The idea of Bookmarking is very simple and everyone has used it at some point. Standard bookmarking is simply a method of storing a link in your browsers bookmarks or favorites folder for you to visit later on. Sometimes you also supply a little description.
Social Bookmarking is simply taking the existing bookmark function used in browsers, and making it sharable with other people, or “Social”. You’re still doing exactly the same thing: storing the URL of a site, and sometimes supplying a small description.. but now you’re sharing it with a community of other people. To organize all the bookmarks, you and other users can tag or label bookmarks. This means that other people can search for that particular label or tag to find your bookmark along with other related results. Furthermore, you and other users can rate bookmarks using either a simple “Good” & “Bad” system, or a 1 to 5 gold stars system, or something similar. These fundamental rules mean that Social Bookmarking sites develop and evolve into huge repositories of links where the junk is lost and only the best survive but only ever for a short period of time. To understand why Social Bookmarking is so popular and where it came from, we have to take a look back at the history of the web.
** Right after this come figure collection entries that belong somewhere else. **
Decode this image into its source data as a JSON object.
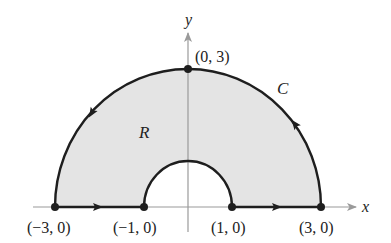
{
  "figure": {
    "type": "region-with-boundary-curve",
    "axes": {
      "x_label": "x",
      "y_label": "y"
    },
    "region_label": "R",
    "curve_label": "C",
    "points": [
      {
        "label": "(−3, 0)",
        "x": -3,
        "y": 0
      },
      {
        "label": "(−1, 0)",
        "x": -1,
        "y": 0
      },
      {
        "label": "(1, 0)",
        "x": 1,
        "y": 0
      },
      {
        "label": "(3, 0)",
        "x": 3,
        "y": 0
      },
      {
        "label": "(0, 3)",
        "x": 0,
        "y": 3
      }
    ],
    "outer_radius": 3,
    "inner_radius": 1,
    "orientation": "counterclockwise",
    "colors": {
      "region_fill": "#e4e4e4",
      "curve": "#1e1e1e",
      "axes": "#9a9a9a"
    }
  }
}
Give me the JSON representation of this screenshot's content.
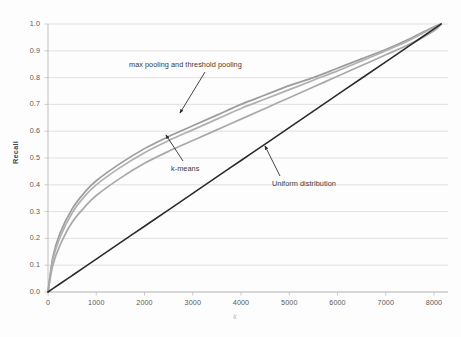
{
  "chart_data": {
    "type": "line",
    "title": "",
    "xlabel": "k",
    "ylabel": "Recall",
    "xlim": [
      0,
      8150
    ],
    "ylim": [
      0,
      1.0
    ],
    "grid": "horizontal",
    "legend_position": "none (inline annotations with arrows)",
    "x_ticks": [
      "0",
      "1000",
      "2000",
      "3000",
      "4000",
      "5000",
      "6000",
      "7000",
      "8000"
    ],
    "x_tick_values": [
      0,
      1000,
      2000,
      3000,
      4000,
      5000,
      6000,
      7000,
      8000
    ],
    "y_ticks": [
      "0.0",
      "0.1",
      "0.2",
      "0.3",
      "0.4",
      "0.5",
      "0.6",
      "0.7",
      "0.8",
      "0.9",
      "1.0"
    ],
    "y_tick_values": [
      0.0,
      0.1,
      0.2,
      0.3,
      0.4,
      0.5,
      0.6,
      0.7,
      0.8,
      0.9,
      1.0
    ],
    "x": [
      0,
      100,
      250,
      500,
      750,
      1000,
      1500,
      2000,
      2500,
      3000,
      3500,
      4000,
      4500,
      5000,
      5500,
      6000,
      6500,
      7000,
      7500,
      8000,
      8150
    ],
    "series": [
      {
        "name": "max pooling and threshold pooling",
        "color": "#9c9c9c",
        "width": 1.7,
        "values": [
          0.0,
          0.13,
          0.22,
          0.31,
          0.37,
          0.415,
          0.48,
          0.535,
          0.58,
          0.62,
          0.66,
          0.7,
          0.735,
          0.77,
          0.8,
          0.835,
          0.87,
          0.905,
          0.945,
          0.99,
          1.0
        ]
      },
      {
        "name": "threshold pooling (second of overlapping pair)",
        "color": "#b0b0b0",
        "width": 1.7,
        "values": [
          0.0,
          0.12,
          0.205,
          0.295,
          0.355,
          0.4,
          0.465,
          0.52,
          0.565,
          0.605,
          0.645,
          0.685,
          0.72,
          0.755,
          0.79,
          0.825,
          0.862,
          0.9,
          0.94,
          0.988,
          1.0
        ]
      },
      {
        "name": "k-means",
        "color": "#a9a9a9",
        "width": 1.7,
        "values": [
          0.0,
          0.1,
          0.175,
          0.26,
          0.315,
          0.36,
          0.425,
          0.48,
          0.525,
          0.565,
          0.605,
          0.645,
          0.685,
          0.725,
          0.765,
          0.805,
          0.845,
          0.885,
          0.925,
          0.975,
          1.0
        ]
      },
      {
        "name": "Uniform distribution",
        "color": "#2b2b2b",
        "width": 1.6,
        "values": [
          0.0,
          0.0123,
          0.0307,
          0.0613,
          0.092,
          0.1227,
          0.184,
          0.2454,
          0.3067,
          0.3681,
          0.4294,
          0.4908,
          0.5521,
          0.6135,
          0.6748,
          0.7362,
          0.7975,
          0.8589,
          0.9202,
          0.9816,
          1.0
        ]
      }
    ],
    "annotations": [
      {
        "name": "max-pooling-and-threshold-pooling",
        "text": "max pooling and threshold pooling",
        "arrow_from": [
          205,
          72
        ],
        "arrow_to": [
          180,
          113
        ]
      },
      {
        "name": "k-means",
        "text": "k-means",
        "arrow_from": [
          183,
          161
        ],
        "arrow_to": [
          166,
          135
        ]
      },
      {
        "name": "uniform-distribution",
        "text": "Uniform distribution",
        "arrow_from": [
          280,
          176
        ],
        "arrow_to": [
          265,
          146
        ]
      }
    ]
  },
  "axes": {
    "y_title": "Recall",
    "x_title": "k"
  },
  "colors": {
    "plot_background": "#fdfdfd",
    "gridline": "#d9d9d9",
    "axis_line": "#bfbfbf",
    "tick_text": "#595959",
    "curve_gray": "#a9a9a9",
    "curve_black": "#2b2b2b"
  }
}
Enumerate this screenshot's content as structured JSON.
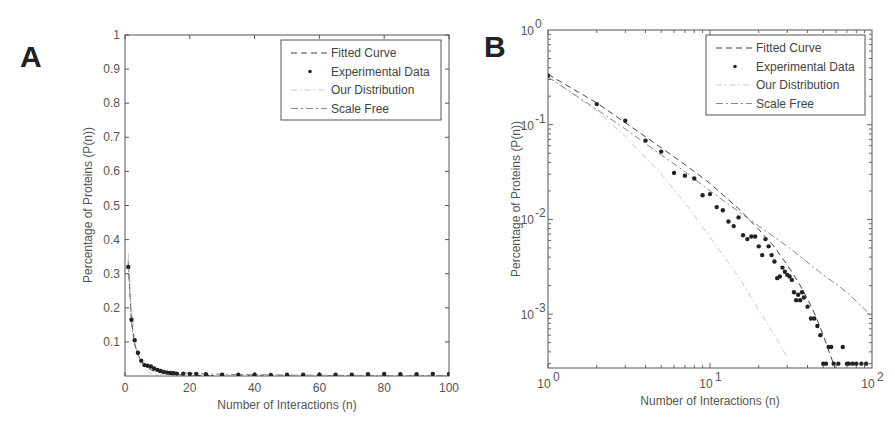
{
  "figure": {
    "panels": [
      "A",
      "B"
    ]
  },
  "chart_data": [
    {
      "panel": "A",
      "type": "line",
      "title": "",
      "xlabel": "Number of Interactions (n)",
      "ylabel": "Percentage of Proteins (P(n))",
      "xlim": [
        0,
        100
      ],
      "ylim": [
        0,
        1
      ],
      "xscale": "linear",
      "yscale": "linear",
      "xticks": [
        "0",
        "20",
        "40",
        "60",
        "80",
        "100"
      ],
      "yticks": [
        "0.1",
        "0.2",
        "0.3",
        "0.4",
        "0.5",
        "0.6",
        "0.7",
        "0.8",
        "0.9",
        "1"
      ],
      "grid": false,
      "legend_position": "upper right",
      "legend": [
        "Fitted Curve",
        "Experimental Data",
        "Our Distribution",
        "Scale Free"
      ],
      "series": [
        {
          "name": "Experimental Data",
          "style": "markers",
          "x": [
            1,
            2,
            3,
            4,
            5,
            6,
            7,
            8,
            9,
            10,
            11,
            12,
            13,
            14,
            15,
            16,
            18,
            20,
            22,
            25,
            30,
            35,
            40,
            45,
            50,
            55,
            60,
            65,
            70,
            75,
            80,
            85,
            90,
            95,
            100
          ],
          "y": [
            0.32,
            0.165,
            0.105,
            0.068,
            0.045,
            0.032,
            0.03,
            0.028,
            0.022,
            0.018,
            0.015,
            0.012,
            0.01,
            0.009,
            0.008,
            0.007,
            0.007,
            0.006,
            0.006,
            0.005,
            0.004,
            0.004,
            0.004,
            0.003,
            0.004,
            0.004,
            0.004,
            0.004,
            0.004,
            0.005,
            0.006,
            0.005,
            0.005,
            0.006,
            0.006
          ]
        },
        {
          "name": "Fitted Curve",
          "style": "dashed",
          "x": [
            1,
            2,
            3,
            4,
            5,
            6,
            8,
            10,
            15,
            20,
            30,
            50,
            100
          ],
          "y": [
            0.33,
            0.16,
            0.095,
            0.062,
            0.043,
            0.031,
            0.018,
            0.011,
            0.004,
            0.002,
            0.001,
            0.0005,
            0.0002
          ]
        },
        {
          "name": "Our Distribution",
          "style": "dash-dot-light",
          "x": [
            1,
            2,
            3,
            4,
            5,
            6,
            8,
            10,
            15,
            20,
            30,
            50,
            100
          ],
          "y": [
            0.36,
            0.2,
            0.11,
            0.06,
            0.035,
            0.02,
            0.008,
            0.004,
            0.001,
            0.0005,
            0.0002,
            0.0001,
            0.0001
          ]
        },
        {
          "name": "Scale Free",
          "style": "dash-dot",
          "x": [
            1,
            2,
            3,
            4,
            5,
            6,
            8,
            10,
            15,
            20,
            30,
            50,
            100
          ],
          "y": [
            0.34,
            0.15,
            0.09,
            0.06,
            0.045,
            0.036,
            0.025,
            0.019,
            0.011,
            0.008,
            0.005,
            0.0025,
            0.0009
          ]
        }
      ]
    },
    {
      "panel": "B",
      "type": "scatter",
      "title": "",
      "xlabel": "Number of Interactions (n)",
      "ylabel": "Percentage of Proteins (P(n))",
      "xlim": [
        1,
        100
      ],
      "ylim": [
        0.00027,
        1
      ],
      "xscale": "log",
      "yscale": "log",
      "xticks": [
        "10^0",
        "10^1",
        "10^2"
      ],
      "yticks": [
        "10^0",
        "10^-1",
        "10^-2",
        "10^-3"
      ],
      "grid": false,
      "legend_position": "upper right",
      "legend": [
        "Fitted Curve",
        "Experimental Data",
        "Our Distribution",
        "Scale Free"
      ],
      "series": [
        {
          "name": "Experimental Data",
          "style": "markers",
          "x": [
            1,
            2,
            3,
            4,
            5,
            6,
            7,
            8,
            9,
            10,
            11,
            12,
            13,
            14,
            15,
            16,
            17,
            18,
            19,
            20,
            21,
            22,
            23,
            24,
            25,
            26,
            27,
            28,
            29,
            30,
            31,
            32,
            33,
            34,
            35,
            36,
            37,
            38,
            40,
            42,
            44,
            46,
            48,
            50,
            52,
            54,
            56,
            58,
            62,
            66,
            70,
            72,
            76,
            80,
            86,
            92
          ],
          "y": [
            0.33,
            0.165,
            0.11,
            0.068,
            0.052,
            0.031,
            0.029,
            0.027,
            0.018,
            0.0185,
            0.0135,
            0.0125,
            0.0095,
            0.0085,
            0.0105,
            0.0068,
            0.0062,
            0.0066,
            0.0066,
            0.0052,
            0.0042,
            0.0062,
            0.0052,
            0.0042,
            0.0036,
            0.0024,
            0.0025,
            0.0031,
            0.0028,
            0.0026,
            0.0025,
            0.0023,
            0.0017,
            0.0014,
            0.0016,
            0.0014,
            0.0017,
            0.0015,
            0.0012,
            0.0009,
            0.0009,
            0.00075,
            0.0006,
            0.0003,
            0.0003,
            0.00045,
            0.00045,
            0.0003,
            0.0003,
            0.00045,
            0.0003,
            0.0003,
            0.0003,
            0.0003,
            0.0003,
            0.0003
          ]
        },
        {
          "name": "Fitted Curve",
          "style": "dashed",
          "x": [
            1,
            2,
            3,
            5,
            7,
            10,
            15,
            20,
            25,
            30,
            35,
            40,
            45,
            50,
            55,
            60
          ],
          "y": [
            0.34,
            0.17,
            0.105,
            0.057,
            0.038,
            0.024,
            0.013,
            0.0078,
            0.0051,
            0.0033,
            0.0022,
            0.00145,
            0.00095,
            0.0006,
            0.00038,
            0.00025
          ]
        },
        {
          "name": "Our Distribution",
          "style": "dash-dot-light",
          "x": [
            1,
            2,
            3,
            5,
            7,
            10,
            15,
            20,
            25,
            30
          ],
          "y": [
            0.32,
            0.14,
            0.075,
            0.03,
            0.015,
            0.0065,
            0.0025,
            0.0011,
            0.0006,
            0.00035
          ]
        },
        {
          "name": "Scale Free",
          "style": "dash-dot",
          "x": [
            1,
            2,
            3,
            5,
            7,
            10,
            20,
            30,
            50,
            70,
            100
          ],
          "y": [
            0.32,
            0.145,
            0.09,
            0.048,
            0.032,
            0.02,
            0.0085,
            0.0052,
            0.0026,
            0.0017,
            0.00095
          ]
        }
      ]
    }
  ]
}
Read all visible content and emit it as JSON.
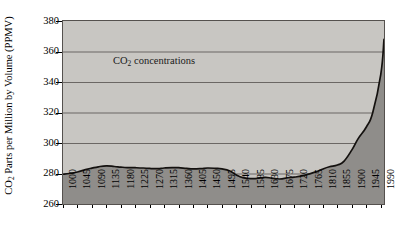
{
  "chart_data": {
    "type": "area",
    "title": "",
    "annotation": "CO2 concentrations",
    "annotation_html": "CO<sub>2</sub> concentrations",
    "xlabel": "",
    "ylabel": "CO2 Parts per Million by Volume (PPMV)",
    "ylabel_html": "CO<sub>2</sub> Parts per Million by Volume (PPMV)",
    "ylim": [
      260,
      380
    ],
    "ytick_labels": [
      "380",
      "360",
      "340",
      "320",
      "300",
      "280",
      "260"
    ],
    "ytick_values": [
      380,
      360,
      340,
      320,
      300,
      280,
      260
    ],
    "xlim": [
      1000,
      2000
    ],
    "xtick_labels": [
      "1000",
      "1045",
      "1090",
      "1135",
      "1180",
      "1225",
      "1270",
      "1315",
      "1360",
      "1405",
      "1450",
      "1495",
      "1540",
      "1585",
      "1630",
      "1675",
      "1720",
      "1765",
      "1810",
      "1855",
      "1900",
      "1945",
      "1990"
    ],
    "xtick_values": [
      1000,
      1045,
      1090,
      1135,
      1180,
      1225,
      1270,
      1315,
      1360,
      1405,
      1450,
      1495,
      1540,
      1585,
      1630,
      1675,
      1720,
      1765,
      1810,
      1855,
      1900,
      1945,
      1990
    ],
    "grid": true,
    "grid_axis": "y",
    "legend": false,
    "series": [
      {
        "name": "CO2 concentrations",
        "x": [
          1000,
          1020,
          1045,
          1070,
          1090,
          1110,
          1135,
          1160,
          1180,
          1200,
          1225,
          1250,
          1270,
          1295,
          1315,
          1340,
          1360,
          1385,
          1405,
          1430,
          1450,
          1475,
          1495,
          1520,
          1540,
          1560,
          1585,
          1605,
          1630,
          1650,
          1675,
          1700,
          1720,
          1745,
          1765,
          1790,
          1810,
          1830,
          1855,
          1875,
          1900,
          1920,
          1945,
          1965,
          1990,
          2000
        ],
        "y": [
          279.5,
          280.0,
          281.0,
          282.5,
          283.5,
          284.4,
          285.0,
          284.6,
          284.2,
          283.9,
          283.8,
          283.6,
          283.3,
          283.2,
          283.6,
          283.9,
          283.8,
          283.3,
          283.0,
          283.2,
          283.6,
          283.4,
          283.0,
          281.6,
          279.0,
          277.3,
          276.6,
          276.8,
          277.4,
          277.0,
          276.4,
          277.2,
          277.6,
          278.4,
          279.6,
          281.2,
          283.0,
          284.4,
          285.6,
          288.0,
          295.5,
          303.0,
          310.5,
          320.0,
          345.0,
          368.0
        ]
      }
    ],
    "area_fill_color": "#8f8d8a",
    "plot_background_color": "#c8c6c2",
    "line_color": "#14110f",
    "gridline_color": "#6b6764",
    "axis_color": "#55514e"
  }
}
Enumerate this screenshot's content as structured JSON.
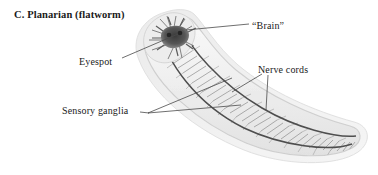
{
  "figure": {
    "title": "C. Planarian (flatworm)",
    "panel_letter": "C.",
    "organism": "Planarian (flatworm)",
    "background_color": "#ffffff",
    "ink_color": "#1a1a1a"
  },
  "labels": {
    "eyespot": "Eyespot",
    "brain": "“Brain”",
    "nerve_cords": "Nerve cords",
    "sensory_ganglia": "Sensory ganglia"
  },
  "anatomy": {
    "body_outline_color": "#d8d8d8",
    "body_fill_color": "#f0f0f0",
    "brain_color": "#4a4a4a",
    "eyespot_color": "#2b2b2b",
    "nerve_cord_color": "#555555",
    "commissure_color": "#8a8a8a",
    "parts": [
      {
        "name": "brain",
        "description": "bilobed dark cerebral ganglion in head"
      },
      {
        "name": "eyespot-left",
        "description": "dark pigmented ocellus"
      },
      {
        "name": "eyespot-right",
        "description": "dark pigmented ocellus"
      },
      {
        "name": "ventral-nerve-cord-left",
        "description": "longitudinal nerve cord running head to tail"
      },
      {
        "name": "ventral-nerve-cord-right",
        "description": "longitudinal nerve cord running head to tail"
      },
      {
        "name": "transverse-commissures",
        "count": 34,
        "description": "ladder-like rungs joining the two cords"
      },
      {
        "name": "sensory-ganglia",
        "description": "lateral ganglia along the nerve cords"
      },
      {
        "name": "head-lobes",
        "description": "auricles with radiating sensory nerve branches"
      },
      {
        "name": "tail",
        "description": "rounded posterior tip"
      }
    ]
  },
  "leaders": {
    "eyespot": "line from label to right eyespot in head",
    "brain": "line from label to dark brain mass",
    "nerve_cords": "two lines from label to both longitudinal cords",
    "sensory_ganglia": "two lines from label to lateral ganglia on body"
  }
}
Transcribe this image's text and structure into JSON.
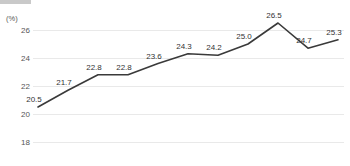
{
  "chart_data": {
    "type": "line",
    "title": "",
    "subtitle": "",
    "xlabel": "",
    "ylabel": "(%)",
    "unit_label": "(%)",
    "ylim": [
      17,
      27
    ],
    "yticks": [
      26,
      24,
      22,
      20,
      18
    ],
    "ytick_labels": [
      "26",
      "24",
      "22",
      "20",
      "18"
    ],
    "partial_ytick_label": "16",
    "grid": true,
    "grid_axis": "y",
    "legend": "none",
    "legend_position": "none",
    "categories": [
      "1",
      "2",
      "3",
      "4",
      "5",
      "6",
      "7",
      "8",
      "9",
      "10",
      "11"
    ],
    "x": [
      1,
      2,
      3,
      4,
      5,
      6,
      7,
      8,
      9,
      10,
      11
    ],
    "values": [
      20.5,
      21.7,
      22.8,
      22.8,
      23.6,
      24.3,
      24.2,
      25.0,
      26.5,
      24.7,
      25.3
    ],
    "data_labels": [
      "20.5",
      "21.7",
      "22.8",
      "22.8",
      "23.6",
      "24.3",
      "24.2",
      "25.0",
      "26.5",
      "24.7",
      "25.3"
    ],
    "series": [
      {
        "name": "",
        "values": [
          20.5,
          21.7,
          22.8,
          22.8,
          23.6,
          24.3,
          24.2,
          25.0,
          26.5,
          24.7,
          25.3
        ]
      }
    ],
    "line_color": "#3a3a3a",
    "grid_color": "#e9e9e9",
    "label_color": "#333333",
    "axis_text_color": "#555555",
    "markers": false
  },
  "xaxis_cropped_labels": [
    "",
    "",
    "",
    "",
    "",
    "",
    "",
    "",
    "",
    "",
    ""
  ]
}
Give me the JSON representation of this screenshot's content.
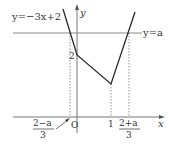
{
  "diagram": {
    "type": "function-graph",
    "colors": {
      "curve": "#2a2a2a",
      "axis": "#777777",
      "guide": "#777777",
      "text": "#333333",
      "background": "#ffffff"
    },
    "labels": {
      "curve_left": "y=−3x+2",
      "line_a": "y=a",
      "y_axis": "y",
      "x_axis": "x",
      "origin": "O",
      "y_intercept": "2",
      "x_one": "1",
      "left_root_num": "2−a",
      "left_root_den": "3",
      "right_root_num": "2+a",
      "right_root_den": "3"
    }
  }
}
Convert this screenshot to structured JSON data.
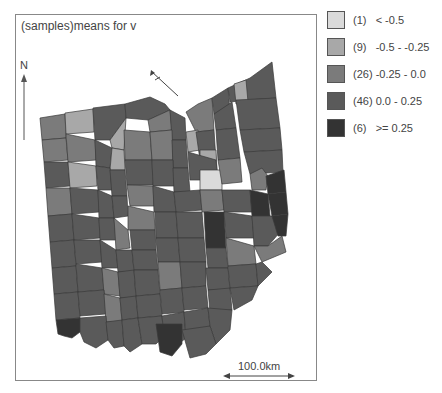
{
  "title": "(samples)means for v",
  "north_arrow": {
    "label": "N",
    "icon": "north-arrow-icon"
  },
  "scale_bar": {
    "label": "100.0km"
  },
  "legend": {
    "items": [
      {
        "count_label": "(1)",
        "range_label": "< -0.5",
        "color": "#dadada"
      },
      {
        "count_label": "(9)",
        "range_label": "-0.5 - -0.25",
        "color": "#a8a8a8"
      },
      {
        "count_label": "(26)",
        "range_label": "-0.25 - 0.0",
        "color": "#7b7b7b"
      },
      {
        "count_label": "(46)",
        "range_label": "0.0 - 0.25",
        "color": "#5a5a5a"
      },
      {
        "count_label": "(6)",
        "range_label": ">= 0.25",
        "color": "#333333"
      }
    ]
  },
  "map": {
    "region": "Ohio counties",
    "class_counts": [
      1,
      9,
      26,
      46,
      6
    ]
  }
}
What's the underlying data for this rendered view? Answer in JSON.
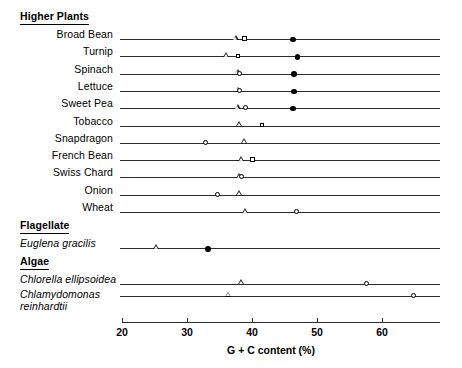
{
  "chart_data": {
    "type": "scatter",
    "title": "",
    "xlabel": "G + C content (%)",
    "ylabel": "",
    "xlim": [
      20,
      69
    ],
    "xticks": [
      20,
      30,
      40,
      50,
      60
    ],
    "xtick_labels": [
      "20",
      "30",
      "40",
      "50",
      "60"
    ],
    "grid": false,
    "legend_position": "none",
    "marker_types": [
      "open-triangle",
      "open-square",
      "open-circle",
      "filled-circle"
    ],
    "groups": [
      {
        "name": "Higher Plants",
        "rows": [
          {
            "label": "Broad Bean",
            "italic": false,
            "points": [
              {
                "marker": "open-triangle",
                "value": 37.5
              },
              {
                "marker": "open-square",
                "value": 39.0
              },
              {
                "marker": "filled-circle",
                "value": 46.3
              }
            ]
          },
          {
            "label": "Turnip",
            "italic": false,
            "points": [
              {
                "marker": "open-triangle",
                "value": 36.0
              },
              {
                "marker": "open-square",
                "value": 38.0
              },
              {
                "marker": "filled-circle",
                "value": 47.0
              }
            ]
          },
          {
            "label": "Spinach",
            "italic": false,
            "points": [
              {
                "marker": "open-triangle",
                "value": 37.8
              },
              {
                "marker": "open-circle",
                "value": 38.2
              },
              {
                "marker": "filled-circle",
                "value": 46.5
              }
            ]
          },
          {
            "label": "Lettuce",
            "italic": false,
            "points": [
              {
                "marker": "open-triangle",
                "value": 37.8
              },
              {
                "marker": "open-circle",
                "value": 38.2
              },
              {
                "marker": "filled-circle",
                "value": 46.5
              }
            ]
          },
          {
            "label": "Sweet Pea",
            "italic": false,
            "points": [
              {
                "marker": "open-triangle",
                "value": 37.8
              },
              {
                "marker": "open-circle",
                "value": 39.2
              },
              {
                "marker": "filled-circle",
                "value": 46.3
              }
            ]
          },
          {
            "label": "Tobacco",
            "italic": false,
            "points": [
              {
                "marker": "open-triangle",
                "value": 38.0
              },
              {
                "marker": "open-square",
                "value": 41.7
              }
            ]
          },
          {
            "label": "Snapdragon",
            "italic": false,
            "points": [
              {
                "marker": "open-circle",
                "value": 33.0
              },
              {
                "marker": "open-triangle",
                "value": 38.8
              }
            ]
          },
          {
            "label": "French Bean",
            "italic": false,
            "points": [
              {
                "marker": "open-triangle",
                "value": 38.3
              },
              {
                "marker": "open-square",
                "value": 40.2
              }
            ]
          },
          {
            "label": "Swiss Chard",
            "italic": false,
            "points": [
              {
                "marker": "open-triangle",
                "value": 38.0
              },
              {
                "marker": "open-circle",
                "value": 38.5
              }
            ]
          },
          {
            "label": "Onion",
            "italic": false,
            "points": [
              {
                "marker": "open-circle",
                "value": 34.8
              },
              {
                "marker": "open-triangle",
                "value": 38.0
              }
            ]
          },
          {
            "label": "Wheat",
            "italic": false,
            "points": [
              {
                "marker": "open-triangle",
                "value": 38.9
              },
              {
                "marker": "open-circle",
                "value": 47.0
              }
            ]
          }
        ]
      },
      {
        "name": "Flagellate",
        "rows": [
          {
            "label": "Euglena gracilis",
            "italic": true,
            "points": [
              {
                "marker": "open-triangle",
                "value": 25.2
              },
              {
                "marker": "filled-circle",
                "value": 33.2
              }
            ]
          }
        ]
      },
      {
        "name": "Algae",
        "rows": [
          {
            "label": "Chlorella ellipsoidea",
            "italic": true,
            "points": [
              {
                "marker": "open-triangle",
                "value": 38.4
              },
              {
                "marker": "open-circle",
                "value": 57.8
              }
            ]
          },
          {
            "label": "Chlamydomonas reinhardtii",
            "italic": true,
            "points": [
              {
                "marker": "open-triangle",
                "value": 36.3
              },
              {
                "marker": "open-circle",
                "value": 65.0
              }
            ]
          }
        ]
      }
    ]
  }
}
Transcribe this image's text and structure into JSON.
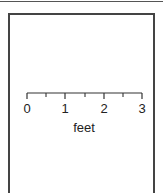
{
  "figure": {
    "type": "scale-bar",
    "unit_label": "feet",
    "range": [
      0,
      3
    ],
    "major_ticks": [
      {
        "value": 0,
        "label": "0",
        "x": 27
      },
      {
        "value": 1,
        "label": "1",
        "x": 65
      },
      {
        "value": 2,
        "label": "2",
        "x": 104
      },
      {
        "value": 3,
        "label": "3",
        "x": 142
      }
    ],
    "minor_ticks": [
      {
        "value": 0.5,
        "x": 46
      },
      {
        "value": 1.5,
        "x": 85
      },
      {
        "value": 2.5,
        "x": 123
      }
    ],
    "colors": {
      "line": "#333333",
      "frame": "#444444",
      "text": "#222222",
      "background": "#ffffff"
    }
  }
}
Since the dawn of the internet people have always been trying to find something, trying to find a website to sell them tickets to a game, book a restaurant for tomorrow night, find statistical data on the African Swallow or whatever they need or are interested in. In the very early years, people would find websites by typing in the URL or web address alone, and there were no reference points and very little organization or reference points which made it difficult to find what you wanted.
Soon, directories showed up. Directories were simply repositories of web addresses, usually with a short description about the site, and usually filed under various categories. While these did their job and worked well, sometimes it was hard to target exactly what you needed and instead you’d have to troll through lists of sites to find one that matched your criteria. Some directories solved the problem by adding a search function.
This ushered in the age of the Search Engine. Yahoo!, Altavista, Lycos and others became solely dedicated to searching lists of sites and allowed a user to find any of the sites stored in their database by searching for keywords. They would reference these keywords with those stored in the tags of each web page like the , and tags. Over the years webmasters adapted to target the meta tag and move up the ranks and the importance of meta tags faded and importance was placed instead on lots of factors like the text on the page, words highlighted in bold or in title tags like <h1> and <h2>. The websites and webmasters reacted by using their keywords in these tags and saturating their pages with certain phrases. In turn Google invented PageRank which is much more accurate at telling a pages worth and value. It looks at the usual factors like the text of the page and the words, but it also looks at incoming links to the page and the rank of the sites where the link is from. In reaction webmasters have started to buy or create links en-masse and again Google falls behind in the digital arms race.
As you can see webmasters have been continually trying to find new ways to rank at the top of the Search Engines, and employ various honest or dishonest methods to do so and the Search Engines have been trying to find new ways to get a more accurate reading and get valuable and interesting pages to the front. But the effectiveness of search engines seems to be fading, they seem to be losing the edge and the sites who use the most tactics get to the front pages win while sometimes genuinely useful websites never make it.
This is where Social Bookmarking comes in. Social Bookmarking sites are simply another way of finding web pages and information on the internet. The difference being that instead of searching by keywords, or by categories, sites are organized by tags and ratings. Instead of a crawler or spider looking at incoming links and judging (often wrongly) how well the page should rank, human beings mark the sites they like and those they don’t.
To get to the first page of search engines like Google, you need to worry about your incoming links, your page title, meta tags, the text on your page, and more. Whereas with Social Bookmarking sites the only thing that matters is that people like your site, and that you have useful, unique content. This simple rule means that the good pages, articles and links rise to the top, and the useless, repetitive or uninteresting pages sink to the bottom. This concept is what has catapulted Social Bookmarking into the spotlight as the new best thing and why such a large, continually growing number of people now use them.